The Death of Mrs. Westaway is the third of Ruth Ware’s novels that I’ve had the pleasure of reading and, at this time, it is my favorite. The novel is a modern mystery with a Gothic, even Dickensian atmosphere. Hal, or Harriet, the narrator, is an orphaned waif, barely subsisting off the business her mother had started, that of a Tarot Reader. Worse, she owes a loan shark money, too much to ever pay back. Hal then experiences what most orphan fantasies consist of: a letter stating that she is (essentially) the long-lost heir to an inheritance. Hal believes this to be a case of mistaken identity, but she’s desperate. She doesn’t ask for much, only to survive. So she goes off on her adventure, to play the part of a missing granddaughter in the hope that, if she plays it well enough, she’ll be able to pay off the loan shark and live a comfortable if lonely life.

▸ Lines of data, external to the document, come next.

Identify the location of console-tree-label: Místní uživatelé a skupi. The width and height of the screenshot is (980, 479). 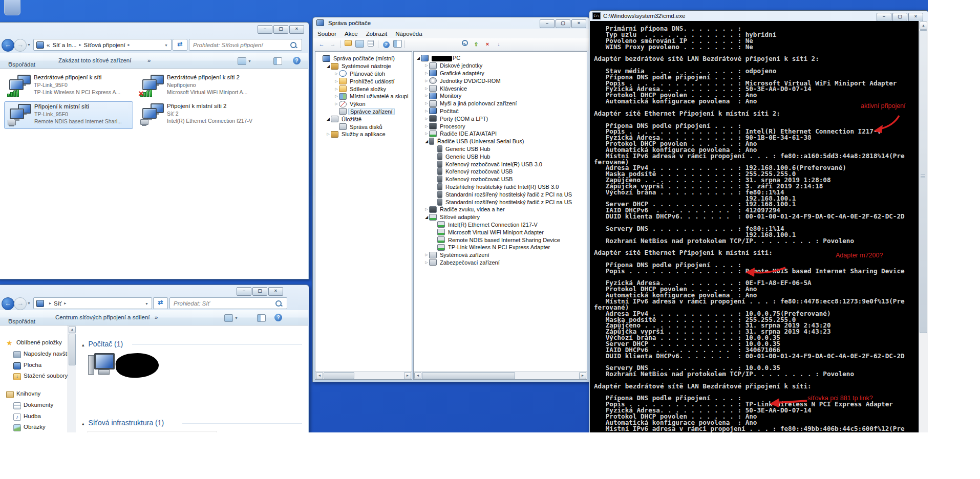
(379, 96).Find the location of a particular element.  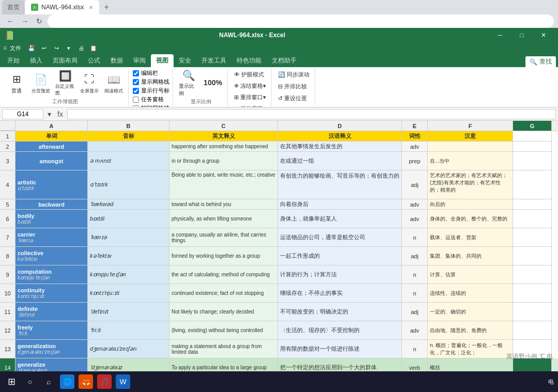

cell-hanyi-9: 计算、估算 is located at coordinates (470, 275).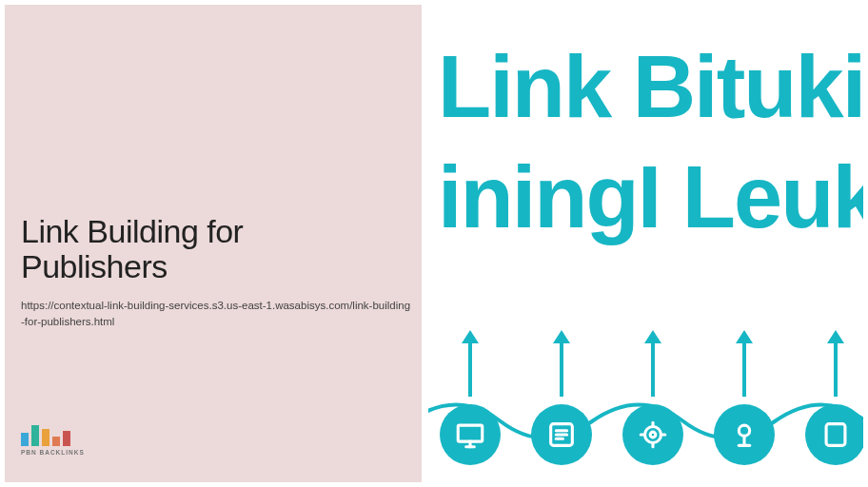 This screenshot has height=487, width=868. Describe the element at coordinates (470, 435) in the screenshot. I see `monitor-icon` at that location.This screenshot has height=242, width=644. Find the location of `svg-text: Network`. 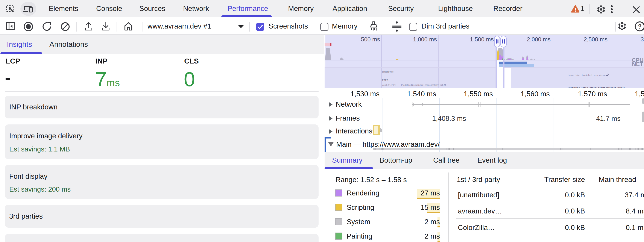

svg-text: Network is located at coordinates (349, 104).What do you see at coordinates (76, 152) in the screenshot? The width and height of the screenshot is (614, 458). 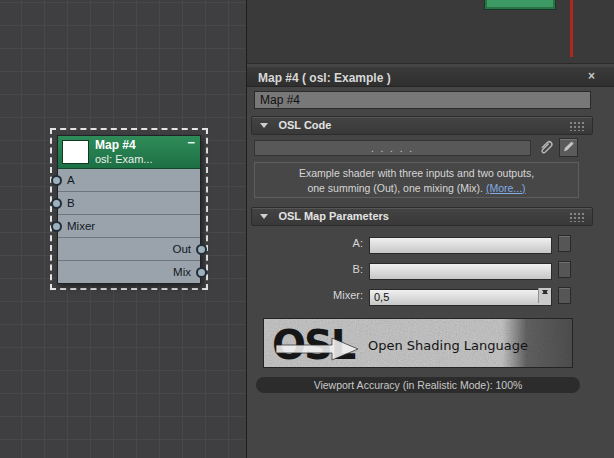 I see `node-preview-swatch` at bounding box center [76, 152].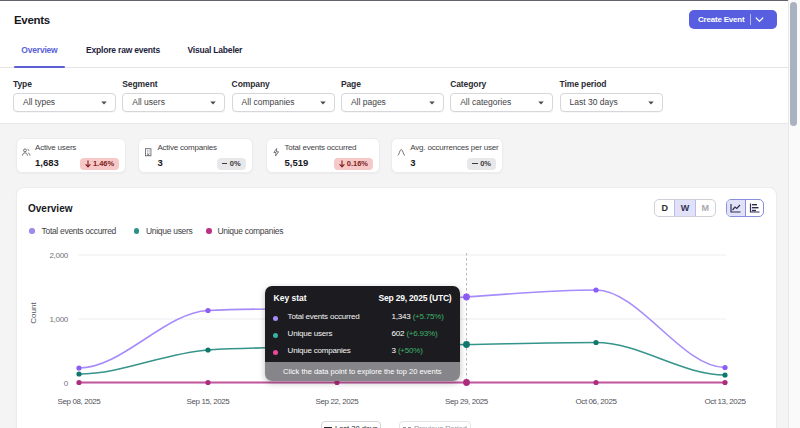  Describe the element at coordinates (80, 402) in the screenshot. I see `svg-text: Sep 08, 2025` at that location.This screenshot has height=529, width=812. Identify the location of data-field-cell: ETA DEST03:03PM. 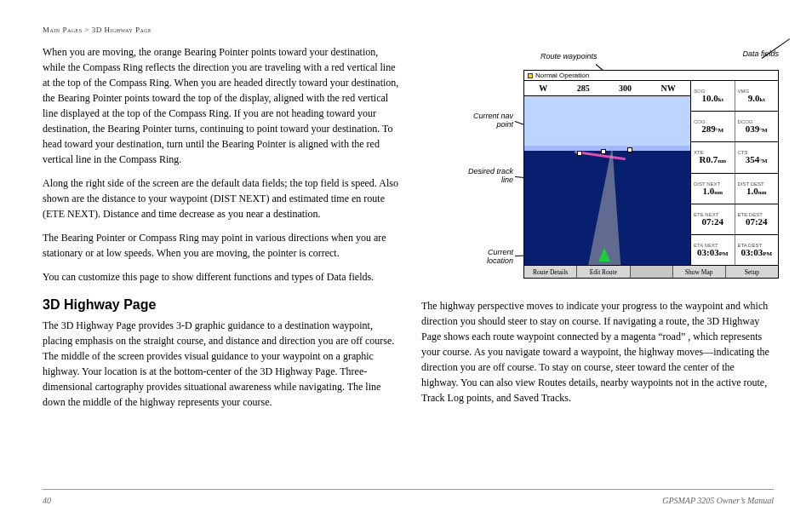
(758, 250).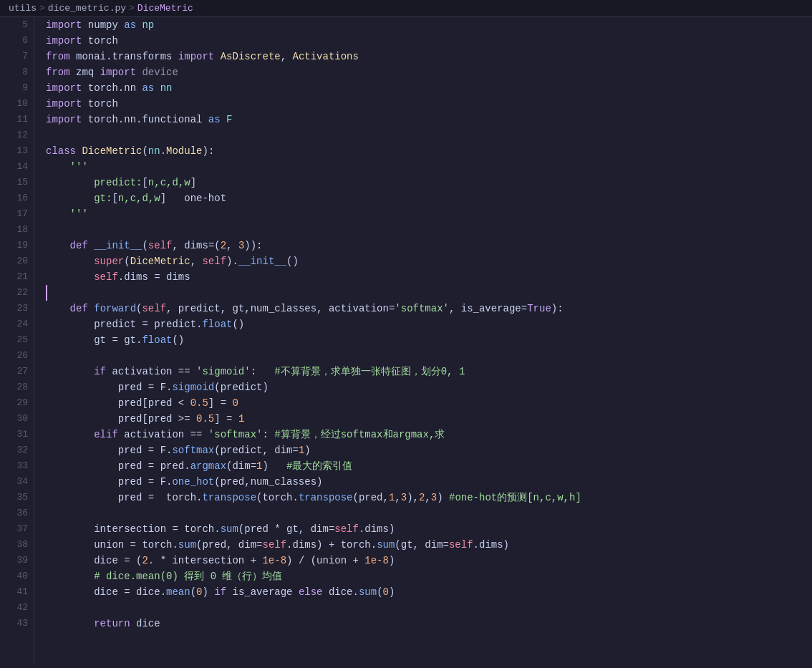  I want to click on token-mod: nn, so click(155, 151).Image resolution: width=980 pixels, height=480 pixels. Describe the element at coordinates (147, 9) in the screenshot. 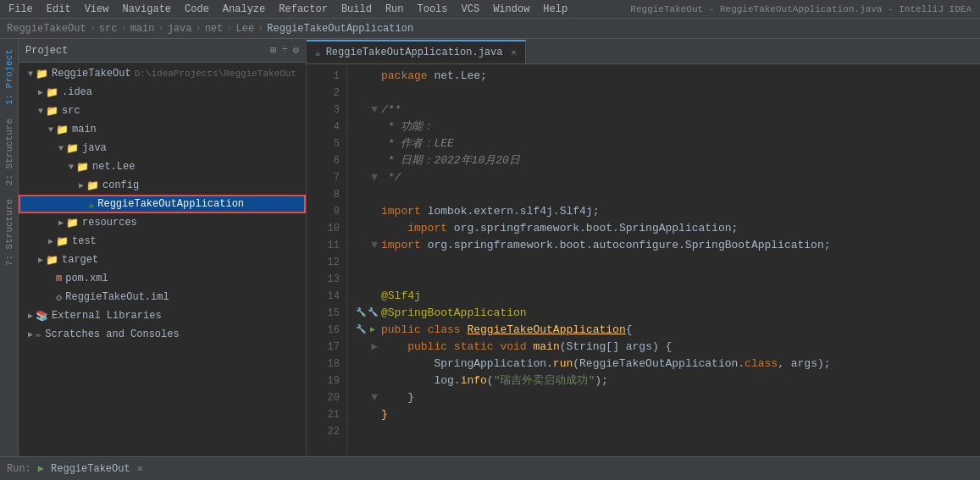

I see `menu-item-navigate: Navigate` at that location.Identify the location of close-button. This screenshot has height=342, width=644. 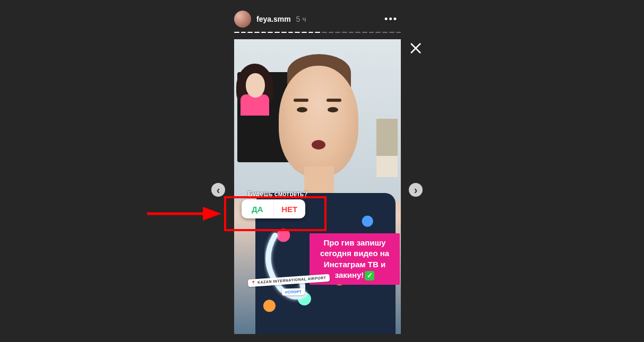
(416, 48).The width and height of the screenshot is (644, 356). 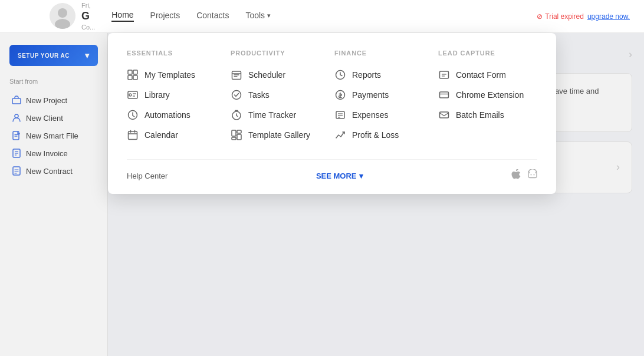 What do you see at coordinates (133, 95) in the screenshot?
I see `library-icon` at bounding box center [133, 95].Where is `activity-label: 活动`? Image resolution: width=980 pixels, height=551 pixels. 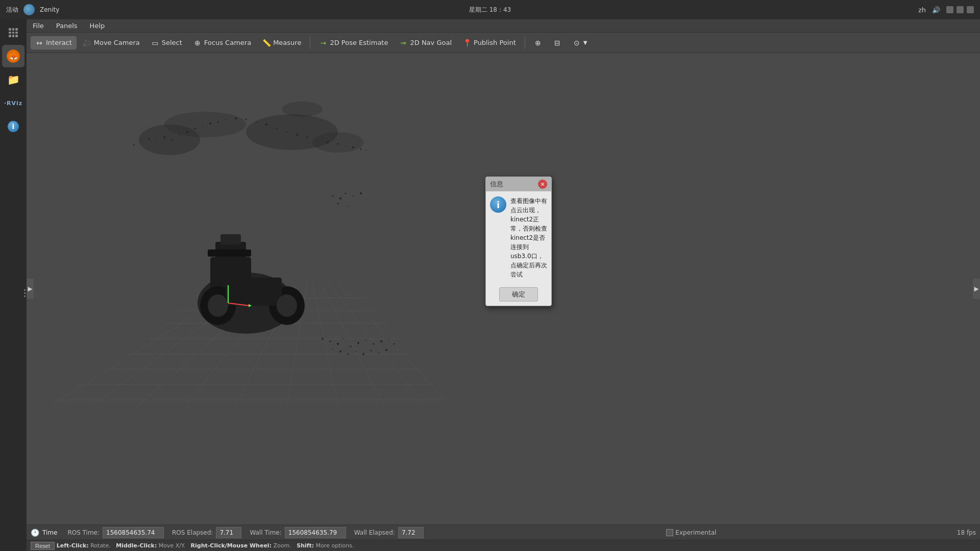 activity-label: 活动 is located at coordinates (12, 10).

As with her previous novels, Ware gives us an unreliable but likeable narrator. All we know is what Hal knows, although most of us are old enough to know better where Hal isn’t. She’s tough but naive. She’s very good at acting, but still flubs her lines. At the first, the reader wants to protect her and even supports her attempt at fraud if only to save her own life. Better still would it be that Hal really is the missing granddaughter.
Nothing is ever that simple. Hal finds herself in a setting worthy of Daphne Du Maurier. An old, run-down mansion; an attic room with locks on the outside of the door; a menacing housekeeper; and an eclectic group of uncles that Hal might or might not be able to trust. Ware skillfully twists the many threads of family secrets, and there are quite a few. Hal’s own connection to the family is the deepest secret of all. Again, the reader only knows what Hal knows, and by the time Hal has finally pieced everything together, it is nearly too late.
The ending is satisfying and somewhat expected because it was hoped for.
Mystery and family secrets aside, one of the themes of The Death of Mrs. Westaway that I found most intriguing was that of family. Hal’s close relationship with her mother, her shaky relationship with the men who might or might not be her uncles made me think about what ties families together. Hal has had no connection with this family ever, as far as she knows. She is a stranger to them; yet, the mere idea that she might be the daughter of their missing sister is enough for them to embrace her, to some degree anyway. Without that blood connection, she is nothing to them. Yet, Hal is the same person, whether related to them or not. The rather quaint saying–“Blood is thicker than water”–is tested over and over in The Death of Mrs. Westaway. For me, the novel reveals just how tenuous family ties can be.
When it comes to family, I am most often observer, least often participant. I have three siblings, 3, 11, and 13 years older than me. I am close with my middle sister, but not the other two sibs. I keep in touch with them (okay, one of them), but I don’t share my hopes and dreams, my fears and frustrations. The less said, the better.
Contrast this with one set of cousins, a gaggle of sisters and brothers relatively close in age and, despite being thousand of miles apart from each other, have a closeness that would be the envy of best friends.
Into another set of cousins, a stranger appeared. A secret son, the oldest of his half-siblings but unknown until after their mother’s death. In head-spinning quickness, he was welcomed into the family, embraced even by those relatives he might never meet.
Another family, unrelated to me, a small unit, where a rift between brother and sister has led to permanent estrangement, where one sibling washed her hands of the other and, as far as I know, has never looked back. The brother shrugs at the memory and moves on.
I’ve often thought that what brought families together and kept them together was shared experience. At least, that gives them an advantage. I’ve physically drifted away from most of my extended family, to the point where our shared experiences begin and end with my adolescence. Not my most favorite time of life, not a time that I want to revisit when I visit them.
This meditation on family is a result of having read The Death of Mrs. Westaway. I’ve been turning it over in my head for a long time. I envied Hal. Of course, she is about forty years younger than me, not overly burdened with a past she’d just as soon chuck into a river. Perhaps it’s that sense of her being a stranger, unknown to her presumed uncles, herself a blank slate that she writes her own story on. She is, as far as we know, committing fraud and while that is a frightening experience for her, I could also imagine it being a freeing experience as well. To rewrite oneself, one’s past, one’s family.
I’m not saying I want to rewrite my family; only that I often imagine what families are like outside of what I know. Even as a kid, I would wonder what it was like to be that popular girl in my class, or the one who was taunted because her family was poor. Most often, how would I be different if I had grown up in a different family. Would I be different? People have always been objects of curiosity for me. That’s why I write and that’s why I read. For me, families are the stuff of stories.
I’m curious: How does family figure in your writing? Or do they?